Teachers’ real wages have gone backwards by more than 6 percent in the last three years, but the government is offering an insulting 8 percent pay increase over the next three years, while annual inflation sits at 2.4 percent.
The teachers also want workloads to be reduced. High school teachers’ planning time has not increased since the 1970s, but there has been a dramatic increase in the required work—assessing, marking and writing new unit plans. All of this work is unpaid and unacknowledged by the government.
“I don’t feel like there’s much time to get everything done”, Danielle, a secondary school teacher, told Red Flag at the rally.

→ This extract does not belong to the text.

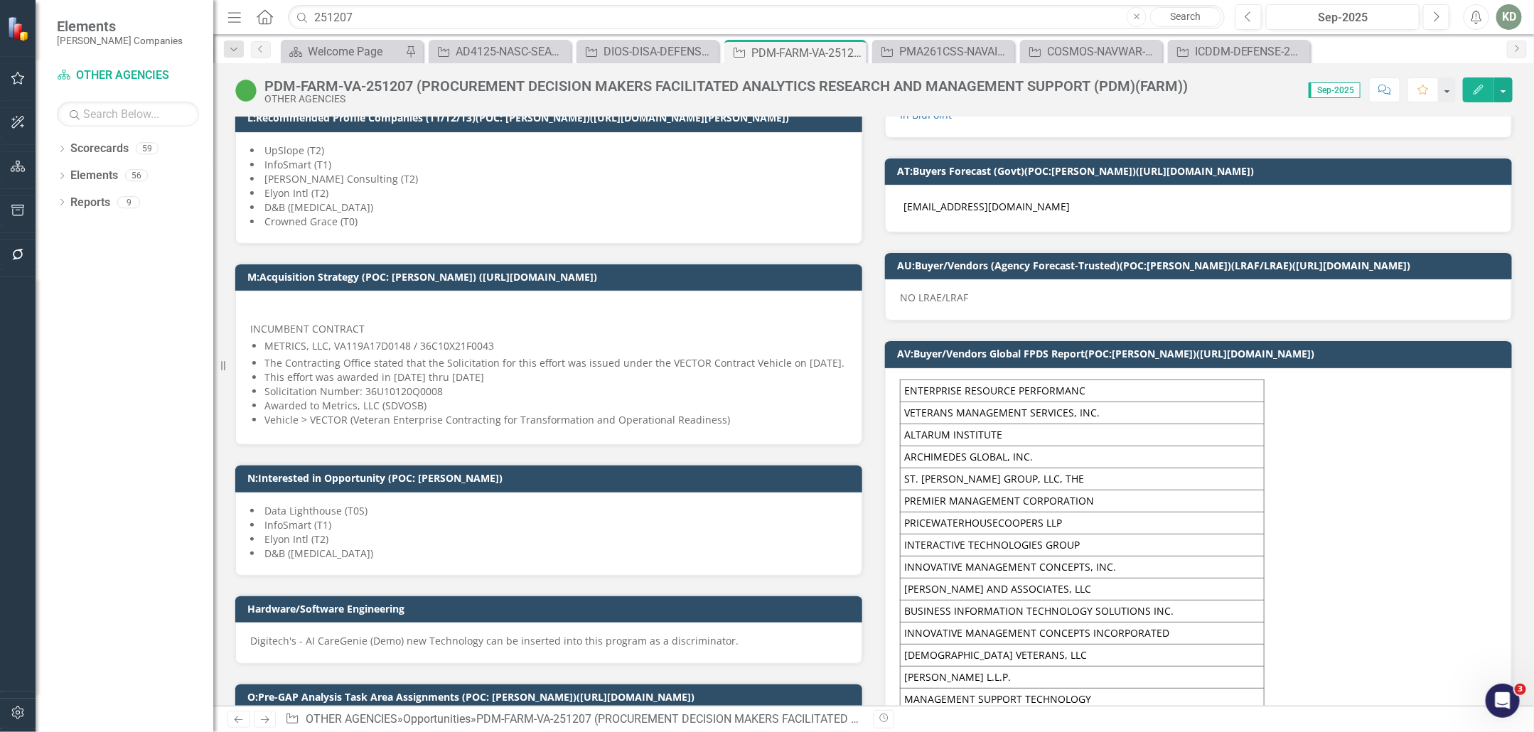 The height and width of the screenshot is (732, 1534). I want to click on div: COSMOS-NAVWAR-SEAPORT-253279 (COSMOS Engineering, Maintenance, Sustainment, and Enhancement Support), so click(1103, 51).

Mina, a primary public school teacher, said she thinks teachers deserve a 30 percent pay rise—the rate that rank-and-file network Queensland Teachers Fightback is arguing for.
Mina told Red Flag that she supports taking strike action next term, “to get the point across that change is needed, a pay rise is needed, and we need to be acknowledged for the role we play in young kids’ lives”. Queensland public school teachers haven’t taken statewide industrial action in sixteen years.
If teachers struck, they’d receive support. Construction workers from different job sites rallied alongside the teachers outside parliament. They agreed that teachers deserve the solidarity of other trade unions as they fight for their pay and conditions.
One construction union member said attending the rally was important “to show the QTU [Queensland Teachers’ Union] is not alone. It’s a symbiotic relationship we have with all trade unions”.
The QTU voted last year to support construction workers, whose union has been put into administration by the federal Labor government. Rank-and-file activists in both unions believe that, when one section of the workforce stands up to the bosses, they show all workers the power they have.
Public sector workers are being left behind. Queensland teachers, nurses and firefighters are due to negotiate new contracts this year. But the Crisafulli state government has made it clear that, while there’s money for Olympic stadiums and cops, there’s little to nothing for the working class.
Teachers will have to fight, and take industrial action, to win what they and their students deserve.